Real estate agents may want to brush up on their golf games, as the trend towards developing golf courses into homes to be sold continues unabated. It was announced recently that  Canada’s most famous course – Glen Abbey in Oakville – may soon see its sand traps turned into sandboxes.

ClubLink, the company that owns Glen Abbey, has started the process to turn the famed course into a 3,000-home residential community along with some retail and commercial space.

“What we are doing is … protecting the future zoning,” ClubLink CEO Rai Sahi told the Globe and Mail. “When that might get developed is some time in the future. It could be five years, 10 years. This is just a very preliminary thing. Sahi is head of Morguard, a major real estate development company with $19 billion worth of assets under management.

Any redevelopment could also be delayed by opposition from the town of Oakville and residents.

“I have huge issues," town councillor Allan Elgar told the Hamilton Spectator. “It is Oakville. That is how everyone knows Oakville, the Canadian Open in Oakville … I think this will galvanize the town. This will galvanize all the residents, and so it should.”

The trend of developing golf course land can be seen throughout the GTA, with the recent $400 million sale of York Downs, the turning of Newmarket’s Glenway golf course into a subdivision and ClubLink’s recent closure of another of its courses, Highland Gate, in Aurora, Ont, for the purpose of redevelopment.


* ABOUT THIS EXERCISE
Report every line of the data where the string "List" appears.

*** Block opens ***

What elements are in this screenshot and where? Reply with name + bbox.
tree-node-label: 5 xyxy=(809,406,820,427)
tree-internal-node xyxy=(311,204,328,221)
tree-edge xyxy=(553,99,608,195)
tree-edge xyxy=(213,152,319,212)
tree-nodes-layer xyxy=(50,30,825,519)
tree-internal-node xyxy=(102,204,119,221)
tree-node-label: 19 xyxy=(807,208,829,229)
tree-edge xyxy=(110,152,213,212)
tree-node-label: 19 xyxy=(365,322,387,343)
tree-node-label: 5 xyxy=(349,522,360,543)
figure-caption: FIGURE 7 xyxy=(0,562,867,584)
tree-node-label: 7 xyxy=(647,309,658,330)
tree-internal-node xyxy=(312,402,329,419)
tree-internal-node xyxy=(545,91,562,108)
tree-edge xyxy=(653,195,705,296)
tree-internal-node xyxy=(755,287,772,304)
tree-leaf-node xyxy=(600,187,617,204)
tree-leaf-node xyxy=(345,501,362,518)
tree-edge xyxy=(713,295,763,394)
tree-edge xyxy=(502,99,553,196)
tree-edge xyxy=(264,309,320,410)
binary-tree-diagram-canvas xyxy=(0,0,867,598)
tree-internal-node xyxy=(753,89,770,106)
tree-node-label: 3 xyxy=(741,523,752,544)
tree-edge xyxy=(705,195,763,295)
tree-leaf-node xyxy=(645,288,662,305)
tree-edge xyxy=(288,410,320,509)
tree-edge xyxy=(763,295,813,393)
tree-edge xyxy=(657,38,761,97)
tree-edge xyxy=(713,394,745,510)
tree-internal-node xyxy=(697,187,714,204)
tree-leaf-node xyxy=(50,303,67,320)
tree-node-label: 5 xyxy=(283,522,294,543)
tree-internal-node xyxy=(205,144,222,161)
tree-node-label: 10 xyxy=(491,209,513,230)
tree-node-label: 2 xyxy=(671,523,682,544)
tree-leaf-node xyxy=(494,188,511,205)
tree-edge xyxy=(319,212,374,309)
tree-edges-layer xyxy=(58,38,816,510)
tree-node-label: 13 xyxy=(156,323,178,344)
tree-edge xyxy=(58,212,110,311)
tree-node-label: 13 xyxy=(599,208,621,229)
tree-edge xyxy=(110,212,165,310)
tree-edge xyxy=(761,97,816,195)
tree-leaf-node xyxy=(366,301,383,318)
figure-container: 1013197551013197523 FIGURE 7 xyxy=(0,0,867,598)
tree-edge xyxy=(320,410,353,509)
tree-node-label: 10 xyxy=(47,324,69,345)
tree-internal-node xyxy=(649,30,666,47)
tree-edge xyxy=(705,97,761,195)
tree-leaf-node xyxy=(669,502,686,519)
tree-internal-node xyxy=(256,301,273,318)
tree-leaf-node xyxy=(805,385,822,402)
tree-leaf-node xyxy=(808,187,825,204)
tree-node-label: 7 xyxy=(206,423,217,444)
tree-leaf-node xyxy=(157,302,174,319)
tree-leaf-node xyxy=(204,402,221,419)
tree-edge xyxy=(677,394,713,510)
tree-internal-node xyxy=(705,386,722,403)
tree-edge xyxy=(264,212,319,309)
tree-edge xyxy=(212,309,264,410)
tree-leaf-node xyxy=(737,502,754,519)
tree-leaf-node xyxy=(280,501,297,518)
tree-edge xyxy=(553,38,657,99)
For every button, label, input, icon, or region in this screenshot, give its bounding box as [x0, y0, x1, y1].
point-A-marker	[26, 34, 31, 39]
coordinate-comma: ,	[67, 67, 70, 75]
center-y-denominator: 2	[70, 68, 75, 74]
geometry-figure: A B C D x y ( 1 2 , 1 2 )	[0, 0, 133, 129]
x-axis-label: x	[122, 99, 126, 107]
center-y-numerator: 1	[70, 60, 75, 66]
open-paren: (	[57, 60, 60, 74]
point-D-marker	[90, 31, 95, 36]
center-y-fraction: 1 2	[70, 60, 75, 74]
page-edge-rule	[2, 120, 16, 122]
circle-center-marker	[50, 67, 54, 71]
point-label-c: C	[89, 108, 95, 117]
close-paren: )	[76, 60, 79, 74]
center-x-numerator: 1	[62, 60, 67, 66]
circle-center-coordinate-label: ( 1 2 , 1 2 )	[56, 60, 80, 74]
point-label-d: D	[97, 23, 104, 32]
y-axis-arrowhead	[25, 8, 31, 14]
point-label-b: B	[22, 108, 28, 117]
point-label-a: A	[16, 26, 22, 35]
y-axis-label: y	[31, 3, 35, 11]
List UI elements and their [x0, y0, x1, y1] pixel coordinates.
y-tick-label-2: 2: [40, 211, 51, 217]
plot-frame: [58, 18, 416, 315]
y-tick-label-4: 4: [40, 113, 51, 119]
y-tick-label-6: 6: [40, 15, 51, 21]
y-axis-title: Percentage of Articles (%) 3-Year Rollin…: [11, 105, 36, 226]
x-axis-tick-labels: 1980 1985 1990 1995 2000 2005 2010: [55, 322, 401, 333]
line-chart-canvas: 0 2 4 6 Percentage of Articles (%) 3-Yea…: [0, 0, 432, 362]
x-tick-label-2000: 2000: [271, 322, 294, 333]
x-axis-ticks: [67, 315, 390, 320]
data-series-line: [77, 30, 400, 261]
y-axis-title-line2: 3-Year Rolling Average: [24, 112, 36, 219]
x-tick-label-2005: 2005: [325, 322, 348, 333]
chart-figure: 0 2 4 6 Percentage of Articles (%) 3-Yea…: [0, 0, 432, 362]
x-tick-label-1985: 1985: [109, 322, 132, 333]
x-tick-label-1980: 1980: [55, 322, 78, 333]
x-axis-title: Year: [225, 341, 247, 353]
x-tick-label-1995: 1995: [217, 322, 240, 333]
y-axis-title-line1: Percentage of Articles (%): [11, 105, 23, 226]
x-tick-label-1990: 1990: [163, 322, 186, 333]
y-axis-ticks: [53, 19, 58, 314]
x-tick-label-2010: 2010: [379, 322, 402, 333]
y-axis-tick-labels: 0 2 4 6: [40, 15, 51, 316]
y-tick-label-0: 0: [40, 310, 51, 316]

*** Block closes ***
*** Block opens ***

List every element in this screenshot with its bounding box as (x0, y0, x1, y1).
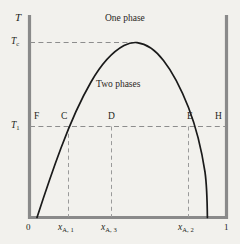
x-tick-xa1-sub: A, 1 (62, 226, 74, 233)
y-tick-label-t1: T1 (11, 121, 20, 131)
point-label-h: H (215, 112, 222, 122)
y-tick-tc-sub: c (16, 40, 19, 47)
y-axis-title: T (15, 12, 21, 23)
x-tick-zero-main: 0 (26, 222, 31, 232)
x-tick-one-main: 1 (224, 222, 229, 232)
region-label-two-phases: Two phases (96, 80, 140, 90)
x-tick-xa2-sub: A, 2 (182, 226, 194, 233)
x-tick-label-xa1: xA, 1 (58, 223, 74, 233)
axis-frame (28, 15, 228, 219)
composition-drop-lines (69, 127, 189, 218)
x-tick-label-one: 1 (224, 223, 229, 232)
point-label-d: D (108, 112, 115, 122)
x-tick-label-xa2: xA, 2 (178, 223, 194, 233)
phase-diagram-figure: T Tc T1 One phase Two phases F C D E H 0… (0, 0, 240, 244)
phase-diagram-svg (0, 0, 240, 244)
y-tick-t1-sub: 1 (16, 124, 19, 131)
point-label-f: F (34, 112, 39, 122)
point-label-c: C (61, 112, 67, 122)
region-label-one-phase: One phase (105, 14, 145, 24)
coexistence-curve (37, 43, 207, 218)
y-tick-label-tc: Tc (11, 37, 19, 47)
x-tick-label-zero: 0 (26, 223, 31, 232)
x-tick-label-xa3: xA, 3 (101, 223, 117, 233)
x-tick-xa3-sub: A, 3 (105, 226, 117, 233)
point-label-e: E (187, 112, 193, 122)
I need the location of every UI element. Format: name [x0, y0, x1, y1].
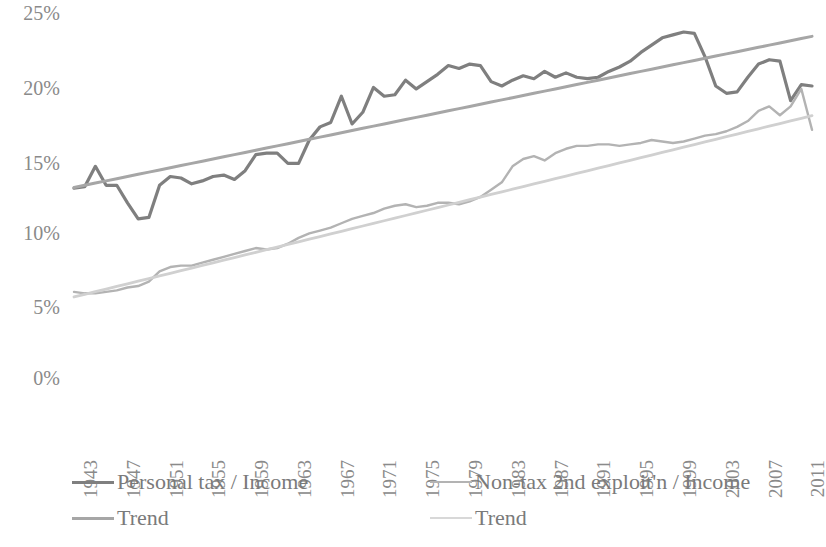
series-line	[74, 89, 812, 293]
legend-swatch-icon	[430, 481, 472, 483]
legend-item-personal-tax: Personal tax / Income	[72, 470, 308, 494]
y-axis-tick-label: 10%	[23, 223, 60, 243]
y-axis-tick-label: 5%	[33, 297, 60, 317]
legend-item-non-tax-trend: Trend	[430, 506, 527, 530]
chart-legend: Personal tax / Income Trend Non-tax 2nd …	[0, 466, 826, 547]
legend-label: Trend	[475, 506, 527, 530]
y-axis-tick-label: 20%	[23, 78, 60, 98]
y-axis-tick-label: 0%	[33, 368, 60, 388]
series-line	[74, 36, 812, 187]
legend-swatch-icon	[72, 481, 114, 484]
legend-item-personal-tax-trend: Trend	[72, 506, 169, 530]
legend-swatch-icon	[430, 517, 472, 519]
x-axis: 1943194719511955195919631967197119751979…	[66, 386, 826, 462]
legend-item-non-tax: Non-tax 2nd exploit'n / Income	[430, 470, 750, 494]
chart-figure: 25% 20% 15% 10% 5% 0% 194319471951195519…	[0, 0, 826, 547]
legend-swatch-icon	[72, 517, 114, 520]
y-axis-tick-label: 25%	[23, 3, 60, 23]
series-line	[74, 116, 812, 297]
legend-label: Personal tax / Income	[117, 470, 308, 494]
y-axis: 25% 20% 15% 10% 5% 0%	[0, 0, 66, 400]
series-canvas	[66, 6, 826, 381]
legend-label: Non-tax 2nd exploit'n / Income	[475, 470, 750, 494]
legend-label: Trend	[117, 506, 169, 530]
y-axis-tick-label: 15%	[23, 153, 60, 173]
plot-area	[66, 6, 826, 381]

*** Block closes ***

* EXERCISE RESPONSE
List UI elements and their [x0, y0, x1, y1] pixel coordinates.
List every element in this screenshot with its bounding box as (x0, y0, x1, y1).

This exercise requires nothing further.